At Lincoln-Way East, social science teachers have used ACT-style readings and six-way paragraphs to help students build their reading skills while learning the social science content.

Byar, Cupp and Bonebrake shared some examples of those readings and questioning styles with middle school and high school educators at the ICSS conference.

“Through the use of six-way paragraphs, ACT-style readings, and other excerpts and questioning, Lincoln-Way East has found success in both areas for students in regular, advanced, and collaborative classes,” said Byar.

The Illinois Council for the Social Studies, which invited Byar, Cupp and Bonebrake to present at the spring conference, was founded in 1938 in order to improve social studies teaching, to develop the professional interests of social studies instructors, and to cooperate with other organizations working for a better social understanding in the state, nation, and world.
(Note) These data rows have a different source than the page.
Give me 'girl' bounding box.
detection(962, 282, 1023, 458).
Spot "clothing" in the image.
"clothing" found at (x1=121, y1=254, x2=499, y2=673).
The council provides professional development opportunities, publications, and service to Illinois teachers.

“We are pleased the Illinois Council for the Social Studies wanted Lincoln-Way teachers to share their teaching strategies with other educators,” said Dr. Sharon Michalak, Assistant Superintendent for Curriculum for Lincoln-Way High School District 210.

“The teaching and emphasis of reading skills in the Social Science content has helped our students gain a better understanding of the social science curriculum and increased student scores on state and national tests,” she added.